The US state of Texas is pushing ahead with the use of lethal injection for its death row inmates despite legal challenges over the drugs it employs, in the latest chapter of a fraught national debate over how to conduct executions.

Texas is among the 27 states -- more than half the total 50 -- that has capital punishment on the books for certain violent crimes such as murder, drug trafficking and rape.

The Lone Star State has carried out executions for a century, and was the 1st to use lethal injection in 1982.

Last year, 2 inmates filed parallel challenges to their pending executions, alleging that long-expired drugs would be used to kill them, possibly causing kidney failure and undue suffering.

Wesley Ruiz and John Balentine did not challenge their murder convictions. Ruiz was given the death sentence for the killing of a police officer in 2007 while Balentine was sentenced to die for killing his girlfriend's brother and his 2 friends in 1998.

Instead, their lawyers argued that the possibility of suffering during an execution violated the constitutional ban against "cruel and unusual punishment."

The lawyers petitioned to prohibit the use of "expired drugs" by the Texas Department of Criminal Justice (TDCJ), claiming the pentobarbital to be used was "unlawfully obtained and long-expired."

"The pentobarbital respondents intend to use to execute (the 2 men)... will act unpredictably, obstruct IV lines during the execution, and cause unnecessary pain," their petition said.

Texas prison authorities rejected the assertions, saying in a statement sent to AFP: "All lethal injection drugs are within their use dates and have been appropriately tested."

Initially their executions were stayed by a lower court, but that was overturned on appeal.

Ruiz was put to death on February 1. Balentine died by the same method a week later.

But the issue they raised is still percolating in the courts.

5 more people in Texas are due to be executed this year. Lawyers for some of them will pursue the lawsuit, and the next hearing is March 20.

Only some states that mandate lethal injection employ pentobarbital.

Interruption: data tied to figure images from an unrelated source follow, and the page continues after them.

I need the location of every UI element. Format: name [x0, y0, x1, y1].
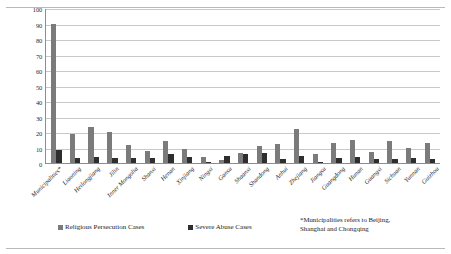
bar-severe-abuse[interactable] — [374, 159, 379, 163]
x-axis-line — [45, 163, 440, 164]
y-axis-tick: 20 — [36, 130, 42, 137]
x-axis-tick: Municipalities* — [30, 165, 63, 198]
y-axis-tick: 10 — [36, 145, 42, 152]
bar-group — [140, 9, 159, 163]
bar-severe-abuse[interactable] — [411, 158, 416, 163]
x-axis-tick: Xinjiang — [174, 165, 195, 186]
bar-severe-abuse[interactable] — [131, 158, 136, 163]
x-axis-tick: Guangxi — [363, 165, 384, 186]
bar-group — [196, 9, 215, 163]
x-axis-tick: Jilin — [107, 165, 120, 178]
legend-label: Severe Abuse Cases — [195, 223, 251, 231]
bar-severe-abuse[interactable] — [112, 158, 117, 163]
bar-severe-abuse[interactable] — [206, 162, 211, 163]
bar-group — [66, 9, 85, 163]
bar-group — [215, 9, 234, 163]
y-axis-tick: 80 — [36, 37, 42, 44]
x-axis-tick: Sichuan — [382, 165, 402, 185]
x-axis-tick: Gansu — [216, 165, 233, 182]
y-axis-tick: 100 — [33, 6, 42, 13]
bar-severe-abuse[interactable] — [168, 154, 173, 163]
bar-group — [402, 9, 421, 163]
bar-severe-abuse[interactable] — [56, 150, 61, 163]
bar-severe-abuse[interactable] — [243, 154, 248, 163]
y-axis-tick: 60 — [36, 68, 42, 75]
bar-severe-abuse[interactable] — [150, 158, 155, 163]
x-axis-tick: Zhejiang — [287, 165, 308, 186]
y-axis-tick: 40 — [36, 99, 42, 106]
bar-group — [364, 9, 383, 163]
footnote-line-1: Municipalities refers to Beijing, — [303, 216, 390, 223]
y-axis-tick: 90 — [36, 21, 42, 28]
bar-severe-abuse[interactable] — [94, 157, 99, 163]
bar-group — [290, 9, 309, 163]
bar-group — [271, 9, 290, 163]
bar-group — [327, 9, 346, 163]
y-axis-tick-labels: 0102030405060708090100 — [22, 9, 42, 164]
bar-group — [47, 9, 66, 163]
x-axis-tick: Guizhou — [419, 165, 439, 185]
bar-group — [234, 9, 253, 163]
y-axis-tick: 0 — [39, 161, 42, 168]
chart-footnote: *Municipalities refers to Beijing, Shang… — [300, 215, 445, 233]
bar-group — [383, 9, 402, 163]
bar-group — [420, 9, 439, 163]
bar-group — [346, 9, 365, 163]
x-axis-tick: Anhui — [273, 165, 289, 181]
bar-group — [103, 9, 122, 163]
x-axis-tick: Ningxi — [197, 165, 214, 182]
legend-item-severe-abuse[interactable]: Severe Abuse Cases — [188, 223, 251, 231]
bar-group — [122, 9, 141, 163]
bar-group — [84, 9, 103, 163]
x-axis-tick: Shanxi — [140, 165, 157, 182]
bar-severe-abuse[interactable] — [318, 162, 323, 163]
bar-severe-abuse[interactable] — [355, 157, 360, 163]
bar-severe-abuse[interactable] — [75, 158, 80, 163]
bar-severe-abuse[interactable] — [187, 157, 192, 163]
bar-group — [308, 9, 327, 163]
legend-swatch-icon — [188, 225, 193, 230]
bar-severe-abuse[interactable] — [262, 153, 267, 163]
chart-legend: Religious Persecution Cases Severe Abuse… — [58, 223, 252, 231]
bar-severe-abuse[interactable] — [392, 159, 397, 163]
chart-figure: 0102030405060708090100 Municipalities*Li… — [0, 0, 451, 254]
footnote-line-2: Shanghai and Chongqing — [300, 225, 369, 232]
y-axis-tick: 50 — [36, 83, 42, 90]
bar-severe-abuse[interactable] — [336, 158, 341, 163]
legend-item-religious-persecution[interactable]: Religious Persecution Cases — [58, 223, 144, 231]
bar-severe-abuse[interactable] — [224, 156, 229, 163]
bar-severe-abuse[interactable] — [430, 159, 435, 163]
y-axis-tick: 70 — [36, 52, 42, 59]
bar-group — [252, 9, 271, 163]
bar-severe-abuse[interactable] — [299, 156, 304, 163]
x-axis-tick: Yunnan — [402, 165, 420, 183]
bar-series-container — [46, 9, 440, 163]
legend-swatch-icon — [58, 225, 63, 230]
legend-label: Religious Persecution Cases — [65, 223, 144, 231]
bar-severe-abuse[interactable] — [280, 159, 285, 163]
bar-religious-persecution[interactable] — [51, 24, 56, 164]
bar-group — [159, 9, 178, 163]
plot-area — [45, 9, 440, 164]
y-axis-tick: 30 — [36, 114, 42, 121]
bar-group — [178, 9, 197, 163]
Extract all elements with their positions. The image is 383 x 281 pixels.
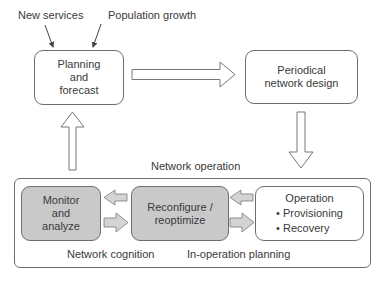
- down-block-arrow-icon: [289, 112, 313, 168]
- reconfigure-line-1: Reconfigure /: [147, 201, 212, 214]
- planning-line-2: and: [70, 71, 88, 84]
- periodical-network-design-box: Periodical network design: [245, 50, 358, 104]
- network-cognition-label: Network cognition: [67, 248, 154, 261]
- monitor-analyze-box: Monitor and analyze: [21, 186, 101, 241]
- operation-box: Operation Provisioning Recovery: [255, 186, 364, 241]
- periodical-line-2: network design: [265, 77, 339, 90]
- monitor-line-1: Monitor: [43, 194, 80, 207]
- in-operation-planning-label: In-operation planning: [187, 248, 290, 261]
- right-block-arrow-icon: [132, 62, 235, 87]
- operation-item-recovery: Recovery: [276, 222, 343, 235]
- network-operation-title: Network operation: [151, 160, 240, 173]
- population-growth-label: Population growth: [108, 9, 196, 22]
- periodical-line-1: Periodical: [277, 64, 325, 77]
- monitor-line-2: and: [52, 207, 70, 220]
- new-services-arrow-icon: [45, 25, 53, 47]
- population-growth-arrow-icon: [93, 24, 101, 47]
- up-block-arrow-icon: [61, 112, 84, 170]
- reconfigure-line-2: reoptimize: [155, 214, 206, 227]
- operation-title: Operation: [276, 192, 343, 205]
- reconfigure-reoptimize-box: Reconfigure / reoptimize: [131, 186, 229, 241]
- new-services-label: New services: [18, 9, 83, 22]
- diagram-canvas: New services Population growth Planning …: [0, 0, 383, 281]
- planning-line-3: forecast: [59, 84, 98, 97]
- monitor-line-3: analyze: [42, 220, 80, 233]
- planning-forecast-box: Planning and forecast: [34, 50, 124, 105]
- operation-item-provisioning: Provisioning: [276, 207, 343, 220]
- planning-line-1: Planning: [58, 58, 101, 71]
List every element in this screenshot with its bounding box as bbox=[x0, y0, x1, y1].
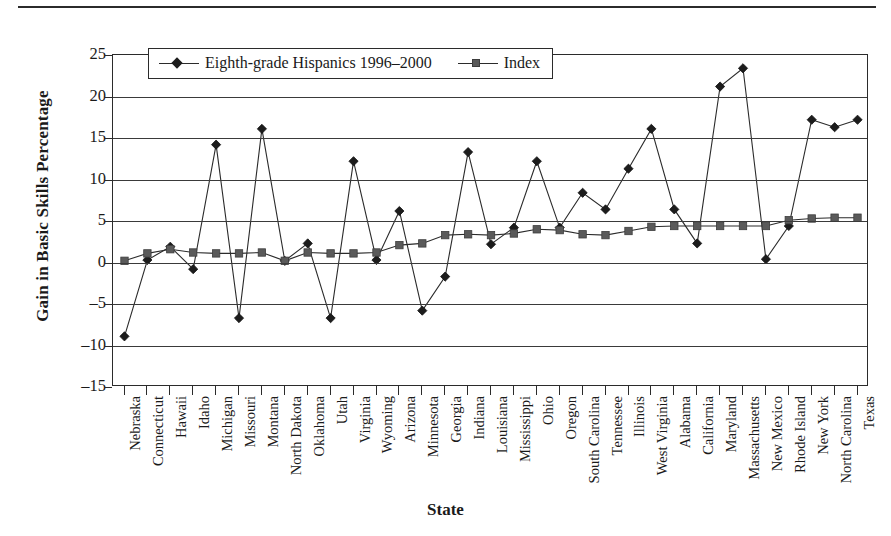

Ohio and Alabama use a three-drug cocktail built around the sedative midazolam, but those protocols have also been called into question in recent years.

Some commercial laboratories banned the sale of their drugs for use in executions years ago.

Lawyers for Ruiz and Balentine allege that for nearly a decade, Texas has been buying "compounded" pentobarbital that expires more quickly than other commercially produced versions.

In 2016, the state's then attorney general Greg Abbott -- who is now the governor -- ordered that the names of the suppliers be withheld to avoid retaliation.

Michaela Almgren, a pharmacy professor at the University of South Carolina asked to provide an expert opinion by those attorneys, explained that a "compounded" drug has at most a 45-day use date limit if frozen.

According to state records reviewed by Almgren, the last purchase through the end of 2022 was made in March 2021 -- meaning those doses would have expired more than 600 days ago.

Another batch from 2019 would be more than 1,300 days out of date.

Yet those doses have been reassigned new use-by dates around September and November 2023, they complained.

For Shawn Nolan, who represented both Ruiz and Balentine, "it is alarming that Texas continues to carry out executions with expired compounded pentobarbital, in violation of its own state law."

The compounded drugs "have limited useful lives, and expired compounded drugs are unreliable and unpredictable, increasing the risk of pain and suffering in the execution process," Nolan said.

Botched executions, while rare, do occur, mostly involving lethal injection.

The nonprofit Death Penalty Information Center tallied seven botched executions last year, 3 in Alabama, 3 in Arizona and 1 in Texas.

Texas has carried out more than five times the number of executions than any other state over the last 47 years, according to data compiled by the center.